If the DFO is right, at least two seals will die every second of the day tomorrow.
No More Secrets
The Front is the part of the hunt that goes on in secret. It normally occurs too far offshore for observers to reach by helicopter, which prevents us from recording the brutality that goes on there. For the same reason, this part of the hunt is almost entirely unmonitored by the Canadian government.
But the secret may soon be revealed. This year, the ice clung to shorelines, and our helicopters may be able to reach the sealing boats. If we are successful tomorrow, we will obtain the first film of the hunt in the Front in two decades.

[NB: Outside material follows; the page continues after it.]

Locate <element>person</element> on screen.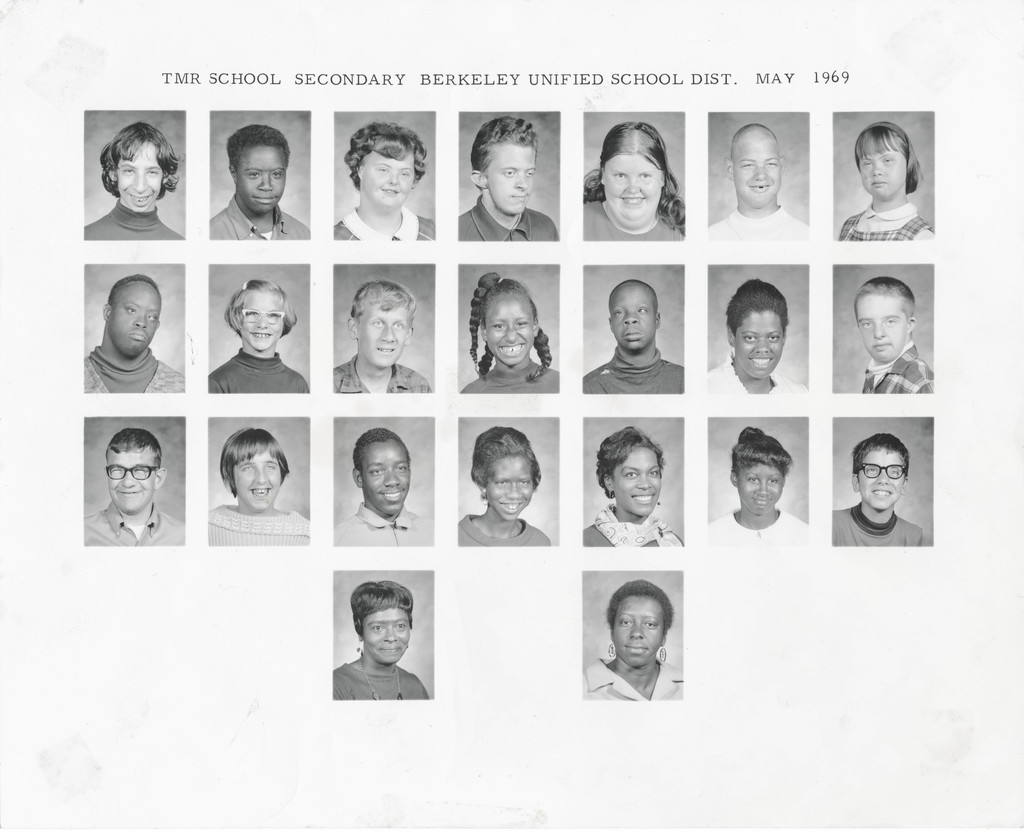
On screen at {"left": 458, "top": 423, "right": 552, "bottom": 544}.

This is vital to our campaign. The Canadian government tries to convince the public that almost all the seals killed in the Front are shot and that they die quickly and relatively painlessly. But we know nothing could be further from the truth.
Sealers shoot at seals from moving boats, often only wounding the pups with the first bullet. But the sealers are loathe to shoot the seals twice—the processing plants cut the price paid for seal skins for each bullet hole they find. I’ve watched this hunt from planes, and I’ve seen seals often left to suffer as they die slowly. I’ve seen sealers pull wounded seals onto sealing boats with long wooden boathooks, drag the struggling bodies on board, then skin the still flailing animals. Then they casually toss the bloody carcasses overboard.
Those thousands of dead will share the waters of the Front with other, uncounted, casualties. Even the Canadian government admits that more than 10,000 of the seals who are shot this year will be wounded, escape beneath the surface of the water, and then slowly bleed to death. Their bodies will not be recovered.
A Fellowship of Witnesses
I am disconsolate that I will not to be able to go to the ice in person. Each year, for so many years, I have stood with the seals as this unthinkable tragedy unfolds. But, in a calculated move, the Canadian government has barred me and several of my colleagues from the ice by refusing to issue us observation permits. Government officials obviously thought they could prevent The Humane Society of the United States from filming this hunt. They were wrong.
I am very proud that The HSUS and our friends at the Franz Weber Foundation, who are our partners in observing the hunt at the Front, are here to bear witness to this atrocity. Our team of observers are ready to go out and record the cruelty that the Canadian government and the sealers don't want anyone to see. Tomorrow will be tremendously difficult for all concerned, and I am heartbroken that our campaign has not yet been able to put a stop to this hunt.
But as I watch Vera Weber, the daughter of Franz and Judith Weber, setting off in a helicopter for the ice floes, I am reminded of the persistence and resilience of our movement.
It was Franz Weber who visited the ice floes in the Front in the 1970s—when it was still legal to kill seal pups less than 12 days old—proposing economic alternatives to the seal hunt for Newfoundland. Now, 30 years later, his daughter is here—ready and willing to take up the fight.
Today we have a new kind of sealing industry to deal with—one that is larger, wealthier, and more sophisticated than the one we took on in the 1980s. But we are far stronger too—and The HSUS and our partners around the world will keep campaigning until this cruel and needless slaughter ends for good.
Rebecca Aldworth is Director of Canadian Wildlife Issues for The HSUS.